You think it is attractive to accept a lifetime of exile, and fear that your physical safety could be compromised at any time by a (possibly forced) change in the government of the place where you live?
The only outcome which would encourage future whistleblowers is being allowed to live in honor in his own country, like Daniel Ellsberg has been able to. Unfortunately it does not look like any branch of the US government is willing to offer assistance, nor does there appear to be any prospect that either political party will ever embrace that idea, no matter what happens in polls (which currently are slightly against Snowden).
> You think it is attractive to accept a lifetime of exile
If I lived in an oppressive state then a lifetime of exile would not be too unwelcome.
During the cold war, the USA was somewhere persecuted people fled to. Now it's somewhere persecuted people flee from. While it is not yet as bad as the USSR was, it seems to me that it is sleepwalking to authoritarianism.
The thing is that the USA remains a prosperous pleasant place to live..as long as you do not challenge authority. We even remain outwardly tolerant of random criticism of authority so long as there is no actual threat to power structures.
Those facts are unlikely to change until we are much farther down the road to authoritarianism than we currently are.
Snowden is not a persecuted person. He's someone who deliberately lied in order to gain access a government spy agency and then stole state secrets which he is selling to the press.
No government would consider that to be acceptable.
Note: This is no defense of the NSA. However it is dishonest to claim that people who criticize the US government are persecuted and need to flee.
The US is not chasing Snowden because he criticized them. They are chasing him because of the stolen documents.
This is obviously much bigger than the leak of some classified documents that expose secret surveilance programs. The reaction of the US government (in this case, the decisions are probably made by Obama himself) is a lot bigger than a random criminal prosecution.
Just look at the measures taken in order to intimidate or capture Snowden: In effect, the US government grounded the private jet of a foreign head of state. If a similar action was done against the US, it would be considered an act of war. A persecution is exactly what this is, under the plausible (even legal) guise of criminal proceedings.
> The thing is that the USA remains a prosperous pleasant place to live..as long as you do not challenge authority.
Tens of thousands of Americans question authority on a daily basis and nothing happens to them. America is still a place where your rights and freedoms are respected quite a bit more than other countries.
What do you think would happen if you questioned authority in, say, Venezuela?
There is an important distinction between questioning authority, and challenging it.

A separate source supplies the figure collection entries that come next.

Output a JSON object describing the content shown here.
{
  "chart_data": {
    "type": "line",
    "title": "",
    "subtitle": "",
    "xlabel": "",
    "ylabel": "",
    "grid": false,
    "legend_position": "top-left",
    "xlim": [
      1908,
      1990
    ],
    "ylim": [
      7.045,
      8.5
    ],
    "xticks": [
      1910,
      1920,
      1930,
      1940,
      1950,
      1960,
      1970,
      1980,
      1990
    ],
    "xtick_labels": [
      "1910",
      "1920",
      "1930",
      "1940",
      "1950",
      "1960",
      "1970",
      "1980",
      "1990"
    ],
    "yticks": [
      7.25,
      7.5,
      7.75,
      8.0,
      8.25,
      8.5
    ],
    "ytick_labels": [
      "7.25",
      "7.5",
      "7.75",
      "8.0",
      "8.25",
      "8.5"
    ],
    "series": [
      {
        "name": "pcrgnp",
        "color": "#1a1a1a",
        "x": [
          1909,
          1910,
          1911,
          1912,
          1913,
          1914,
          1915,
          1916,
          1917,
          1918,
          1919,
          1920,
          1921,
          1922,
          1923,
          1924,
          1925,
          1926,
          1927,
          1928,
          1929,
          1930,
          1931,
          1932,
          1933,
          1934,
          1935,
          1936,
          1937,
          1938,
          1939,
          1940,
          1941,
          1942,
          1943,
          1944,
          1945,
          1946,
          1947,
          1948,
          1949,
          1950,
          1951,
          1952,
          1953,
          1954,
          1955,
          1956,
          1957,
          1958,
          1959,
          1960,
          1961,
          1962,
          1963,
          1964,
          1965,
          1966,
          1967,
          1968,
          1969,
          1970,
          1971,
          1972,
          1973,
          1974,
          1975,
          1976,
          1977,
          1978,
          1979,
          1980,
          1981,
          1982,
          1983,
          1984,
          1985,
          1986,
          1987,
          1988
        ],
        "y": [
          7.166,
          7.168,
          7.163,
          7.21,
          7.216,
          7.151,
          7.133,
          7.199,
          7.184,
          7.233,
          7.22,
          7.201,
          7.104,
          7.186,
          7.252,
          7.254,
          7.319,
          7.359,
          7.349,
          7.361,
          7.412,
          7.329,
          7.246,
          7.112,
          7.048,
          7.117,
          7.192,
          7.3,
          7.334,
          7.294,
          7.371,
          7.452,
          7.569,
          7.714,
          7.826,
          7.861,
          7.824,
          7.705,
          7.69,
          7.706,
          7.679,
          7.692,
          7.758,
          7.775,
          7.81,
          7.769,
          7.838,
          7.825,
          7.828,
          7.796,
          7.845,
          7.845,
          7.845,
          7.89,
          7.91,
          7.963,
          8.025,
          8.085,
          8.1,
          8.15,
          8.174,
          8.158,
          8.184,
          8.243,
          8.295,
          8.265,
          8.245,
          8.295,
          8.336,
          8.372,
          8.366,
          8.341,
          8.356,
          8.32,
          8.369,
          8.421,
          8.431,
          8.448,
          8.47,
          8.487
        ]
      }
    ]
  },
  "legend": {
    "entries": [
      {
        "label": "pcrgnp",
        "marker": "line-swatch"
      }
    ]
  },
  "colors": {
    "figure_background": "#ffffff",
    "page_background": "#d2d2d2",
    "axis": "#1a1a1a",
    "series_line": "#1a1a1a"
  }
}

To give an extreme, it is the difference between commenting on a site like this one that the NSA is a fundamental threat to our freedom, and becoming a whistleblower like Snowden.
In short, if the action in question does not affect the powers that be from operating as they want to operate, there are no consequences from doing it. If the action challenges the powers that be then - no matter how wrong their actions - the consequences are real.
Those in power will respond to challenges. And shrug off questions.
And yes, that is indeed better than many other countries. (Though I personally felt that the rights and freedoms which I cared about were better protected when I lived in Canada.)
> What do you think would happen if you questioned authority in, say, Venezuela?
I am pretty sure that tens of thousands of Venezuelans question authority too. The difference is that it takes less to make the Venezuelan government feel threatened than it takes in the US.
No it's not. That's very melodramatic. A single person who hasn't even been persecuted yet has flown from the US. Maybe he (and others) think he will be persecuted if he returns, but that's something very different from what happened in the eastern bloc during the Cold War.
You don't think that suspending his passport and strong-arming various countries in refusing him political asylum or even air transit amounts to persecution?
The USA on May 11, 1973. (OK, the ruling was not exactly innocent. But Daniel Ellsberg walked free after intentional theft of classified government documents.)
Sorry to have a somewhat real answer to a rhetorical question.
The only outcome which would encourage future whistleblowers is being allowed to live in honor in his own country, like Daniel Ellsberg has been able to. Unfortunately it does not look like any branch of the US government is willing to offer assistance, nor does there appear to be any prospect that either political party will ever embrace that idea, no matter what happens in polls (which currently are slightly against Snowden).